The reason I mention all of this, is that I am planning to take a trip across America, just as John Steinbeck did. As you all know, since this COVID crisis, I do everything by computer now with four temples and the BCA Center for Buddhist Education. Since March, the days have glopped together as I just sit here with my laptop. So Carmela and I bought a motor home! If I am not at my desk at home, I am at my desk in my RV. I knew I was getting so tired of just sitting at my house but Carmela doesn’t think it is safe for me to go out. Since she didn’t want me outside my bubble, I asked her about just driving around in my own bubble? She thinks I will be safer, as long as I take the proper safety precautions. We have now taken a number of practice trips since we bought the RV in May, and I have driven about 8000 miles. This upcoming trip I will be traveling with my old buddy Rev. Kenny, and “Travel with Kenny,” as Steinbeck once traveled with Charly, although Charly was a dog. Rev. Kenny is a 5th degree black belt in Wado kai Karate. He will be fun to travel with and much better protection than a dog. We are going to drive through the entire contiguous 48 United States, a little over 16,000 miles.
Since we are both third generation Japanese American Kaikyoshi, I have decided to begin at the site of the Wakamatsu Tea and Silk colony. This group in 1868 was the first Japanese to establish a place to live in the United States. The first Hongwanji Temple was in San Francisco in 1899, which will be our next stop, then the BCA/JSC and Berkeley Higashi. We will then cross California to Los Angeles to the Nishi and Higashi Betsuins, moving on to Arizona to the Amida Stupa near Sedona. We will then continue on the next 46 of the United States. We will be highlighting certain sites significant to Japanese American history, such as Minidoka Concentration site, Heart Mountain Concentration site, the Rohwer Arkansas concentration camp site, Crystal City Concentration Camp site in Texas etc. and other points of interest on the rest of the United States. We plan to hold a Jodo Shinshu service in each of the 48 states, document our adventures by video and upload each service onto the Salt Lake Buddhist Temple Facebook page (@SaltLakeBuddhist) and the BCA CBE YouTube channel.

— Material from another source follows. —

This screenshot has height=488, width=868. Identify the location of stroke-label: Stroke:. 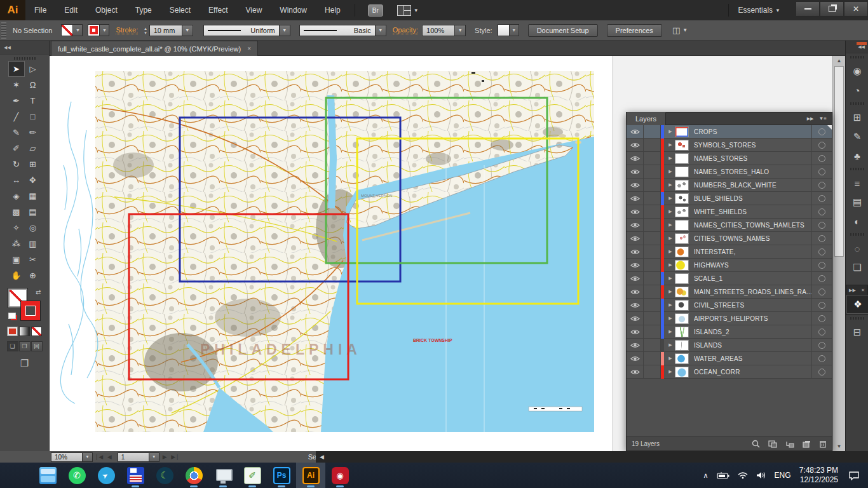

John Steinbeck named his camper truck “Rocinante” which was the name of Don Quixote’s horse. I already have a truck named “Kantaka,” after Siddartha Gautama’s horse. All our vehicles have names beginning with the letter “K,” e.g., Klesha, Kokoro, and Kantaka; we had Kansha for our now traded-in SUV, and now my RV is named “Karuna,” Sanskrit for “compassion.” So it’s quite auspicious to call my trip with Rev. Kenny “West (Nishi) to East (Higashi): Nembutsu across America carried by Compassion in search of the “Big E”. So please check out our videos, as we begin in September after Labor Day. Namo Amida Butsu.